| Required work |
Only the total should be returned: the number of lines in the data that hold the string "card".

|---|

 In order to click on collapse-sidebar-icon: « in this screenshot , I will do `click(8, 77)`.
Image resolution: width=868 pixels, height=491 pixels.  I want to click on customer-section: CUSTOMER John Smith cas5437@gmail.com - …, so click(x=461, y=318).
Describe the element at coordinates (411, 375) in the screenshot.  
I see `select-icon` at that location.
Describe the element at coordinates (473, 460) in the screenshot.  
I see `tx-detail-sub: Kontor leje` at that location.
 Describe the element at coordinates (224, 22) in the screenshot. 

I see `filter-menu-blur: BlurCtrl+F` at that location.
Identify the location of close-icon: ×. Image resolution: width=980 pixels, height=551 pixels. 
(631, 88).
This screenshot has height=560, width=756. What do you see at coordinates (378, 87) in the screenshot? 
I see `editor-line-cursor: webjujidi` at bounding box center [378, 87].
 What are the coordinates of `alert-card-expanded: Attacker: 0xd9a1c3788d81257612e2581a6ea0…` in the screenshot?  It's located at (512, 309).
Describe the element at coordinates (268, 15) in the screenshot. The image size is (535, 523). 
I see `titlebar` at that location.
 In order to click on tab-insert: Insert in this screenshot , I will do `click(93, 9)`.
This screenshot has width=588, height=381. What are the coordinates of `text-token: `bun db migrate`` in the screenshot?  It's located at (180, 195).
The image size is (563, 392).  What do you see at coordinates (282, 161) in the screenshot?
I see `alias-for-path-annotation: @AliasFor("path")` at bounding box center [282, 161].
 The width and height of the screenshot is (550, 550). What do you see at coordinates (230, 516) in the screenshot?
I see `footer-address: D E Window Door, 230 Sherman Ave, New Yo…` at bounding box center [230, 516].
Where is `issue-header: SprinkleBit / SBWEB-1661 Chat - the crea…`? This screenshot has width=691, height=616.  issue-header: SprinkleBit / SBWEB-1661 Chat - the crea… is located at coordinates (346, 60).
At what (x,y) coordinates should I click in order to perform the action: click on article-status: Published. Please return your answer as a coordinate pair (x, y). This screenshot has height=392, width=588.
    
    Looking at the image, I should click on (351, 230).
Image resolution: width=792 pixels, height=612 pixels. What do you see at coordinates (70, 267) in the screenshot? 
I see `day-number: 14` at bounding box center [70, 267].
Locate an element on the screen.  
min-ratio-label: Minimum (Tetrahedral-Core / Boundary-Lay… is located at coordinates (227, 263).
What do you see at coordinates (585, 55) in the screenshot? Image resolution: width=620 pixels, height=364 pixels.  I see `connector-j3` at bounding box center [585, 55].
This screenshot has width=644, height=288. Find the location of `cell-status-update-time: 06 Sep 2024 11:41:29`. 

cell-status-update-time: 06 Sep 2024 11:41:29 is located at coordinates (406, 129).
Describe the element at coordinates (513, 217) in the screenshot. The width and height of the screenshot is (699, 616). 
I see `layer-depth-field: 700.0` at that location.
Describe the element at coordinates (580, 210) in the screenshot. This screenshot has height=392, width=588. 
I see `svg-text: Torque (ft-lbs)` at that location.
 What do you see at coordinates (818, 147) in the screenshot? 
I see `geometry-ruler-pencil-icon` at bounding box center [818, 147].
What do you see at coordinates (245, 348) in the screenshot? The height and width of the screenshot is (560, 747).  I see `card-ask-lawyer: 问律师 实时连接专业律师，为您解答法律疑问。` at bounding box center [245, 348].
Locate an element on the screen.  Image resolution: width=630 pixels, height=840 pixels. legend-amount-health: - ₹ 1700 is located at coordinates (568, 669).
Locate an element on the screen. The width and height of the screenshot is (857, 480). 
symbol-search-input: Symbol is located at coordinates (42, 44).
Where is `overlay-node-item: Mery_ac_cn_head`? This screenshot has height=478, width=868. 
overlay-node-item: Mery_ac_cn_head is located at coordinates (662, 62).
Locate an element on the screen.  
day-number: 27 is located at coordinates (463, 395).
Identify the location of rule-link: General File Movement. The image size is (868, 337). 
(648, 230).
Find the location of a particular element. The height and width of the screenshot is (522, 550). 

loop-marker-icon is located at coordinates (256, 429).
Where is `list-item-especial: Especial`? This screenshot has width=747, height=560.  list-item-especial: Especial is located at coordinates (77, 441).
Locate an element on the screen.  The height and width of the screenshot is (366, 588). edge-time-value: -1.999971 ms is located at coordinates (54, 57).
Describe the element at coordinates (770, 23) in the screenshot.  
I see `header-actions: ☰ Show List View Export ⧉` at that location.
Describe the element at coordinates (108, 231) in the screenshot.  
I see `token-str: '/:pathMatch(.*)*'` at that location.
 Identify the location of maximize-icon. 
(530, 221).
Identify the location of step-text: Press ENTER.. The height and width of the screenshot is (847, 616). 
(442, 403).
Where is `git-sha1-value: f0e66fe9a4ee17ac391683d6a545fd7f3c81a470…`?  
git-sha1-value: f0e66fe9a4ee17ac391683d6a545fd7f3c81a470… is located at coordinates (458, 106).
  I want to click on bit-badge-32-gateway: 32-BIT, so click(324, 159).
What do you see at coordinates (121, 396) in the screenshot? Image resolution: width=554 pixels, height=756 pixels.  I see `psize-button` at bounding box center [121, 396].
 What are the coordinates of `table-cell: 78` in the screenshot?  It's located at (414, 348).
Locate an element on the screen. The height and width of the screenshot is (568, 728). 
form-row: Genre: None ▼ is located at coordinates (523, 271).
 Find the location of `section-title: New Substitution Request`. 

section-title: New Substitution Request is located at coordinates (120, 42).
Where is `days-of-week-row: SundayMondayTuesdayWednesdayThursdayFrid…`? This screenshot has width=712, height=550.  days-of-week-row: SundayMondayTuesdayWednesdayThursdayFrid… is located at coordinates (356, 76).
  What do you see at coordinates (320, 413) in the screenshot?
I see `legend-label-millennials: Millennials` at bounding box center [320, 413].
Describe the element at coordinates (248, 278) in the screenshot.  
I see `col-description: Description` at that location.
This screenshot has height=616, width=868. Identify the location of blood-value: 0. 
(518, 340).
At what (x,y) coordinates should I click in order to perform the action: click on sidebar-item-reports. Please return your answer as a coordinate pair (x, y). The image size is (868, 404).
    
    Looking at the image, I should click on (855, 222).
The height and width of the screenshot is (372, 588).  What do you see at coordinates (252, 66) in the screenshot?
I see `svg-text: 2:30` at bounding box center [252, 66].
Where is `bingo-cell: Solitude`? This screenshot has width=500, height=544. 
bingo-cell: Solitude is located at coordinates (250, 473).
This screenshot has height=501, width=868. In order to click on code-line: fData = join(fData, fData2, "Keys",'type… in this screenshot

|---|

| Answer space |
2